Do not look for impartiality in this article, there is none. It is written with anger. One just waits for that day when Menorca has nothing left to sell other than her grandmothers, but they dress them in the typical costume, an ensaimada on their head and holding aloft a sobrasada like the Jedi from Star Wars.
Almost everything on the island is for sale. At prohibitive prices. The French have taken a liking to it. Each square meter of plot costs an arm and a leg. The drag effect on prices is making life more expensive. Ergo, life is worse. In the 80s everything started to change, and it has been non-stop since then.
The conversion of traditional llocs into initiatives linked to luxury agrotourism was a first step. The Menorcans were getting rid of their properties in pursuit of a tourism model (at that time not yet widespread) that eliminated their own industry. Those who had a second residence also sold it. The chicken’s eggs shone like gold, and there are few things more humane than selling for money.
The rest came rolling. The island appeared on the radar of international funds and investors. The fact is that Menorca stopped being less and less about Menorcans and more about other people, foreigners above all. Because what do you have left when you lose your heritage, be it real estate, natural or cultural. Nor did the great benefits of tourism remain on the island. The thing got out of hand.
The reader will wonder what all this has to do with the Talayotic town of Binissafullet. A lot. That Sotheby’s has put this prehistoric site on sale for 950,000 euros, with its talayot, the taula and the remains of the hypostyle hall – until now publicly accessible – reminds us precisely that everything is for sale, even an Asset of Cultural Interest, although Binissafullet does not have the luck of being protected as a World Heritage Site like other sites.
The collector must respect this monument according to the conditions of cultural property but we will see what happens. In any case, you will wear a piece of Menorca’s history as if it were a luxury Rolex, while the Menorcans see how another part of themselves, of their identity, disappears.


▶ What the exercise asks
Everything below from the line with "Image resolution: width=1498" through the line with "This screenshot has" should be copied exactly, and nothing else; leave out the pictures.

-------- Data supplied

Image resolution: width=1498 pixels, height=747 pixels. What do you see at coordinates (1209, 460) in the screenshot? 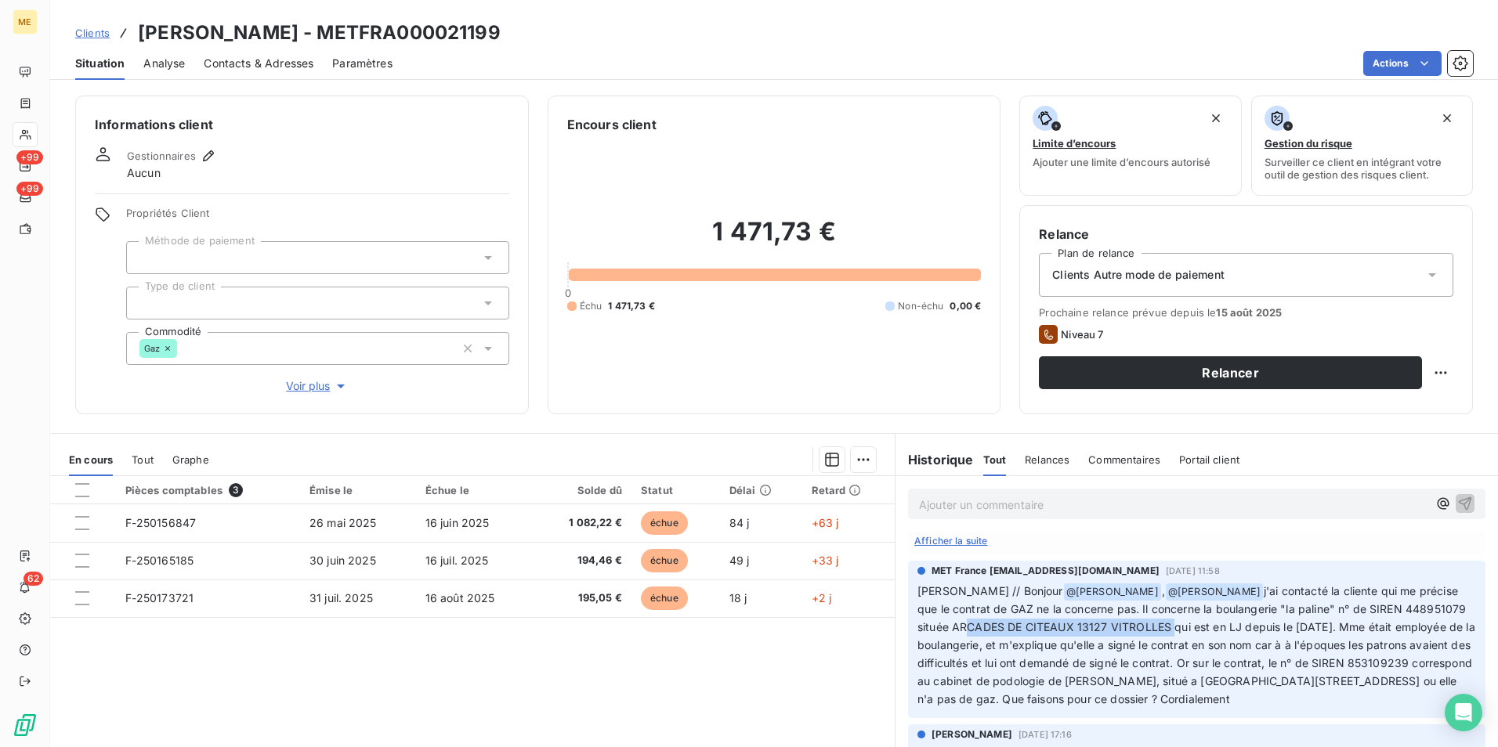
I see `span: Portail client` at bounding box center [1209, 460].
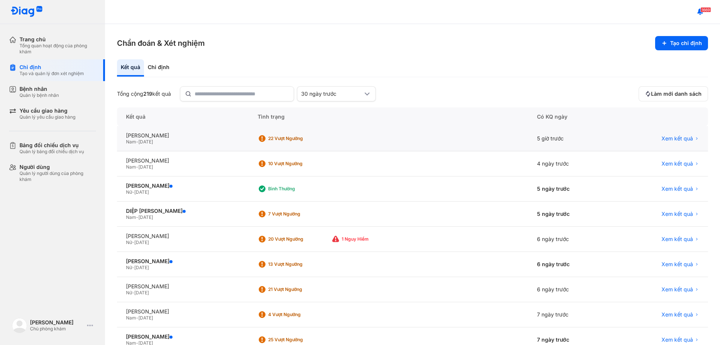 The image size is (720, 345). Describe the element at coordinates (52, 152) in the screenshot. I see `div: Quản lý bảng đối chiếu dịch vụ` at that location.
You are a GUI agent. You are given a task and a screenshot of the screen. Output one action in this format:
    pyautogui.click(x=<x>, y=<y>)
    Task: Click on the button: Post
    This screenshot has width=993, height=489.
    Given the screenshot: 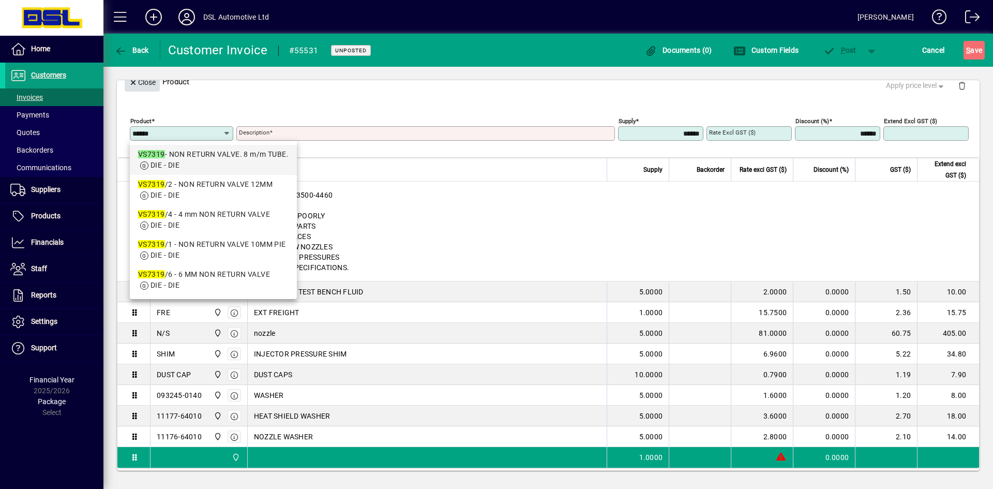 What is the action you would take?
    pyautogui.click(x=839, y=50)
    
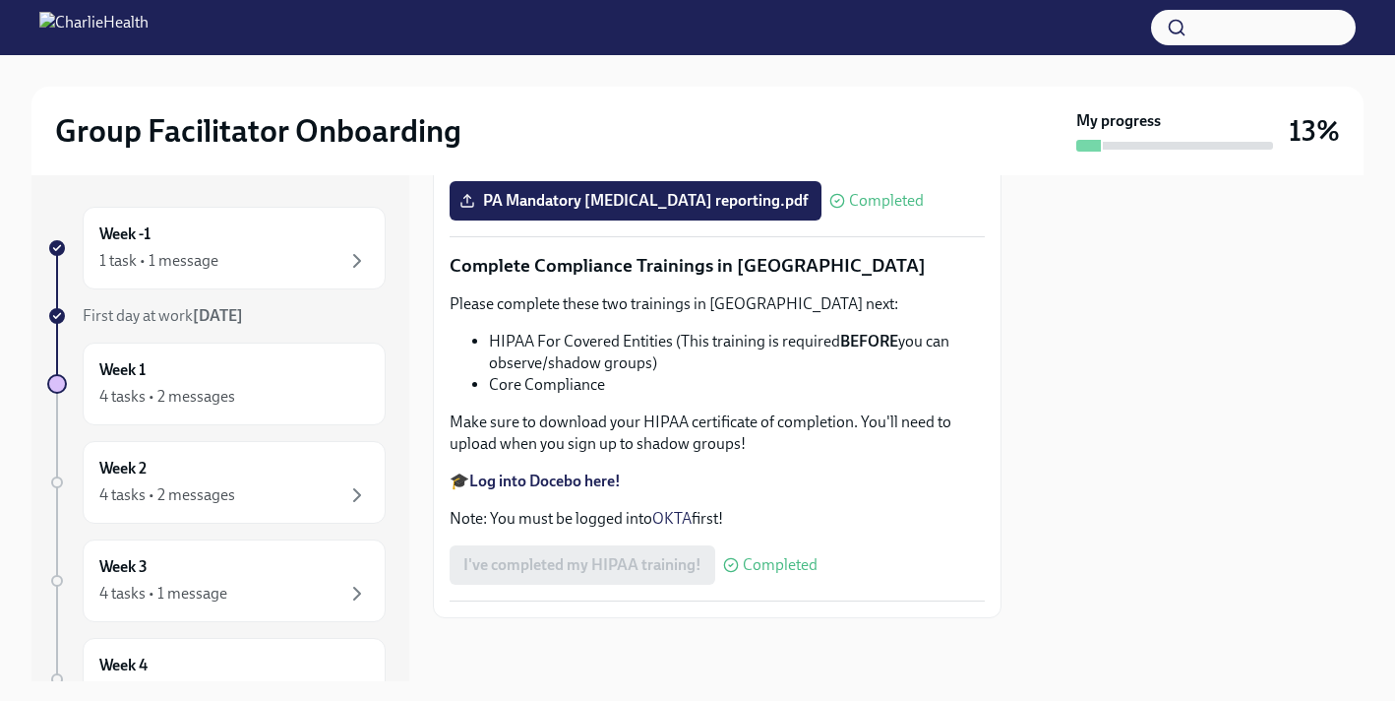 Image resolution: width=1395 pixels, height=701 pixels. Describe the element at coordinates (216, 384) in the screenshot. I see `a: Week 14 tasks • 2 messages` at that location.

----------------
-------- Data supplied

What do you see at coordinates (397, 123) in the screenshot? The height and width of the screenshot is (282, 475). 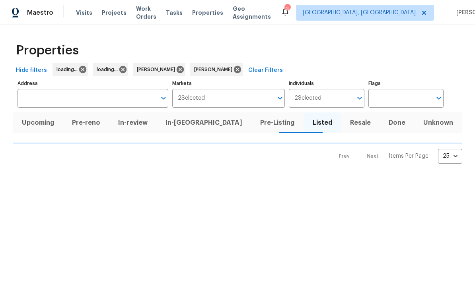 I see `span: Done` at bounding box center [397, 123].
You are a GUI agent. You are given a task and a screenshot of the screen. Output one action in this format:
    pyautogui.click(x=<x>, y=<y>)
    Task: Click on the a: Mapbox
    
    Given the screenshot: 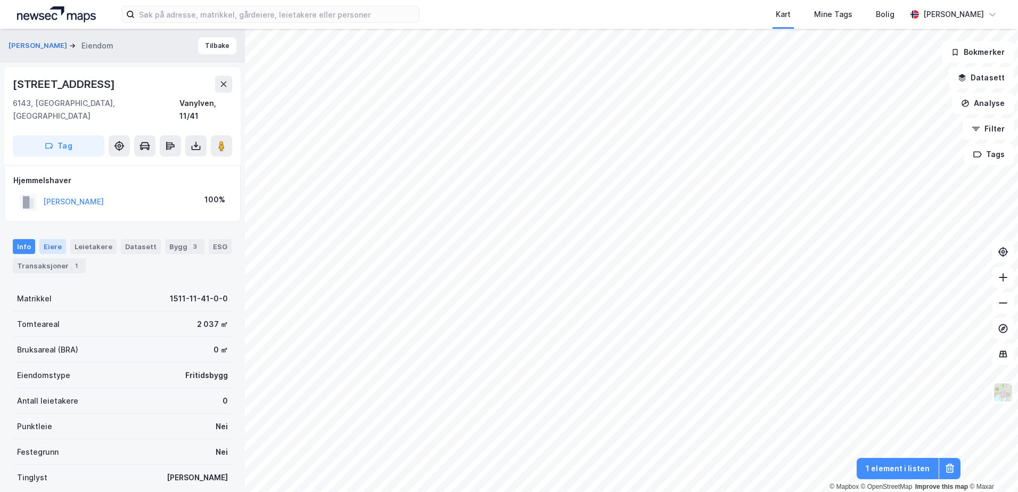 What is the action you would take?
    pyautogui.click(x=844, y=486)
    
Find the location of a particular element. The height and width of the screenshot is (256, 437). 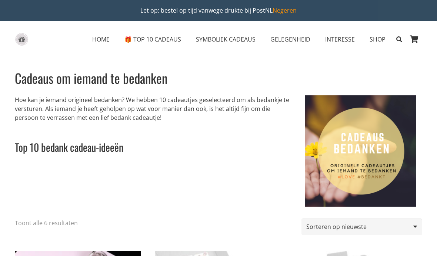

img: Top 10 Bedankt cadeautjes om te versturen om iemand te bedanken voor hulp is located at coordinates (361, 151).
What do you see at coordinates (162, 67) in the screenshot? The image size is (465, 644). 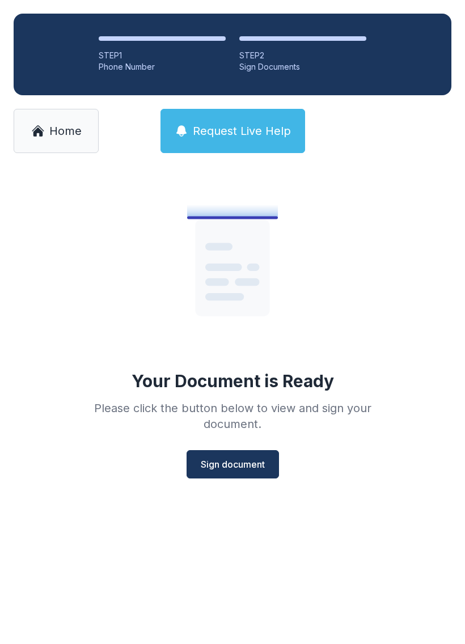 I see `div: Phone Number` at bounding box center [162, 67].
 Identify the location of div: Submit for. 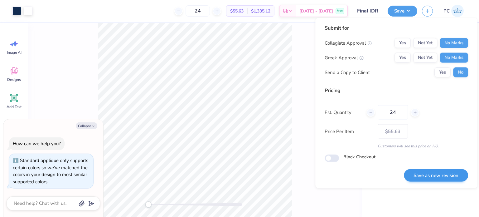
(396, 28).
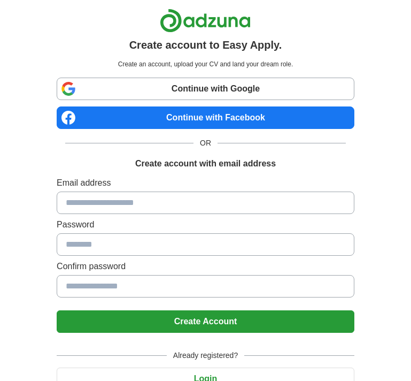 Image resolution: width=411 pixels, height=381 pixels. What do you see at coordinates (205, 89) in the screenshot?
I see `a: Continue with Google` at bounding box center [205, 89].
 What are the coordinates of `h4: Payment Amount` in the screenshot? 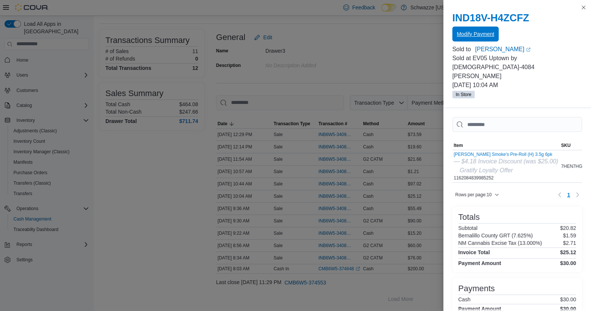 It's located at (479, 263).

----------------

▶ Answer box
Image resolution: width=1498 pixels, height=747 pixels. What do you see at coordinates (1209, 460) in the screenshot? 
I see `span: Portail client` at bounding box center [1209, 460].
 The image size is (720, 345). Describe the element at coordinates (52, 152) in the screenshot. I see `div: Quản lý bảng đối chiếu dịch vụ` at that location.
You are a GUI agent. You are given a task and a screenshot of the screen. Output one action in this format:
    pyautogui.click(x=<x>, y=<y>)
    Task: Click on the button: Post
    This screenshot has width=993, height=489.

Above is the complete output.